There were two basic problems. First, the documentation was not timely; it was generally written during or after the development cycle. In these times of severe competition for resources, requirements documents justifying a program must precede development to ensure the proper commitment of resources to the Marine Corps’ R&D effort. The Marine Corps needed to put new equipment into the field as quickly as possible, but found this goal difficult because an extensive amount of time was being spent in the TSOR-to-SOR [Tentative Specific Operations Requirement / Specific Operational Requirement] documentation cycle. Second, there was considerable inefficiency associated with this materiel requirements documentation system…
The project officer, usually without detailed technical knowledge himself, had to develop required item characteristics without a factual basis and put them into a document. Where did he get the characteristics? You guessed it—from a fertile and sometimes overactive imagination! The result was a project that could not be substantiated, that was generally doomed to failure, and that took everyone concerned with its progress an inordinate amount of time to determine that it wouldn’t work…
If a project officer at the lowest level, usually a major or lieutenant colonel at the Development Center, prepared a document, it had to be processed through the Fleet Marine Forces, the entire Development Center, and then sent to HQMC. There, staffing involved getting approval from every staff section that might have any interest in the requirement, no matter how remote. For example, if a document for a new individual ground weapon was being processed, not only did it go to the ground staff sections, but also to the air staff. If the “duty expert” in a particular staff section was away for a month or so, the document sat and awaited his return… For anyone else to “take up the slack” would be almost unthinkable in a bureaucratic system.
That was from Major J.M. Lutton’s “Why Document Material Requirements?” from 1975, found in Marine Corps Gazette (pre-1994); Oct 1975; 59, 10.
I don’t believe that the amount of formal coordination required throughout the bureaucracy has changed much since 1975. And 1975 was just a few years after the Laird/Packard reforms had supposedly streamlined acquisition from the McNamara years.
The layering of bureaucratic approval is harmful not only because there is a chance that any one of them will veto the requirement (e.g., if each official has only a 5% chance of veto, then it’ll only take 20 “layers” before the requirement is as good as dead, on average), but also because there is an even greater chance that the official would rather not be an obstruction and prefer instead to extract concessions, such as changes or new requirements, in order for them to contribute creativity or exercise oversight.
Today, rather than reform the requirements process — or even more radically, proposing some “technology-push” approaches — rather than that there are authorities to skirt around the thing, such as Urgent Operational Needs (UONS) and rapid acquisition authorities. Still, these proceed from a requirement, it just didn’t have to go through the JCIDS process.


◆ **WHAT IS NEEDED**: Exactly those lines that run from the one containing "Identify the location of div: -5" through the last line of the entries below should be printed, and no others.

Start of PROVIDED DATA

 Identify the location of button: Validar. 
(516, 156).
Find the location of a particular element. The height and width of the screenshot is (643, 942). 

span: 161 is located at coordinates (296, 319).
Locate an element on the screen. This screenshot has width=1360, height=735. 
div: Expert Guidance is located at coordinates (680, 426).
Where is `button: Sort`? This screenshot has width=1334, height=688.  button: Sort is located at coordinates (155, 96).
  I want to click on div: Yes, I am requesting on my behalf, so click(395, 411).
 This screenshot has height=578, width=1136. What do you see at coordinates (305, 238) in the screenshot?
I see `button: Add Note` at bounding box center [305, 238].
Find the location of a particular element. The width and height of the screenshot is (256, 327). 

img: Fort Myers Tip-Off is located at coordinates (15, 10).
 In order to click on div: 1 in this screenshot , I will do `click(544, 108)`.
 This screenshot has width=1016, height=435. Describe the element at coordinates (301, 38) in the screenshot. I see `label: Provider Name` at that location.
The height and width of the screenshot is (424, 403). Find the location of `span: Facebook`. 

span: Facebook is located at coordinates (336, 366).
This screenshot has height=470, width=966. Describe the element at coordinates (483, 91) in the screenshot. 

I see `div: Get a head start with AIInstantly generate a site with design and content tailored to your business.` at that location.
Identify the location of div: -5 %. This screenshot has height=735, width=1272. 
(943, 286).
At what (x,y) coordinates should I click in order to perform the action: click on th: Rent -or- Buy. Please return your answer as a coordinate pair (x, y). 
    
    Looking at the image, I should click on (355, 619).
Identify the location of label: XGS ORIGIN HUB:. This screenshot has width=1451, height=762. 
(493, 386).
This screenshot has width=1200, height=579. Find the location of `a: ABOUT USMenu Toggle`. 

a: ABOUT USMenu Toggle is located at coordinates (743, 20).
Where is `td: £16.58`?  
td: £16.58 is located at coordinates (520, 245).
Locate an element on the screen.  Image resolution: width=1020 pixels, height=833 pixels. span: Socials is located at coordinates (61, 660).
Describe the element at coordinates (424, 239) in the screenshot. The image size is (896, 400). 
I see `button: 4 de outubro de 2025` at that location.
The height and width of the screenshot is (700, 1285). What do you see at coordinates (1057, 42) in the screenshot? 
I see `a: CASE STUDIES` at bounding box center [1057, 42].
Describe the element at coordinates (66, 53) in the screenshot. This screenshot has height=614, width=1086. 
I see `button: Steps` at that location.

End of PROVIDED DATA

◆ **COMPLETED EXERCISE**:
Identify the location of div: -5 %. This screenshot has height=735, width=1272. 
(943, 286).
At what (x,y) coordinates should I click in order to perform the action: click on th: Rent -or- Buy. Please return your answer as a coordinate pair (x, y). 
    
    Looking at the image, I should click on (355, 619).
Identify the location of label: XGS ORIGIN HUB:. This screenshot has width=1451, height=762. 
(493, 386).
This screenshot has width=1200, height=579. Find the location of `a: ABOUT USMenu Toggle`. 

a: ABOUT USMenu Toggle is located at coordinates (743, 20).
Where is `td: £16.58`?  
td: £16.58 is located at coordinates (520, 245).
Locate an element on the screen.  Image resolution: width=1020 pixels, height=833 pixels. span: Socials is located at coordinates (61, 660).
Describe the element at coordinates (424, 239) in the screenshot. The image size is (896, 400). 
I see `button: 4 de outubro de 2025` at that location.
The height and width of the screenshot is (700, 1285). What do you see at coordinates (1057, 42) in the screenshot? 
I see `a: CASE STUDIES` at bounding box center [1057, 42].
Describe the element at coordinates (66, 53) in the screenshot. This screenshot has height=614, width=1086. 
I see `button: Steps` at that location.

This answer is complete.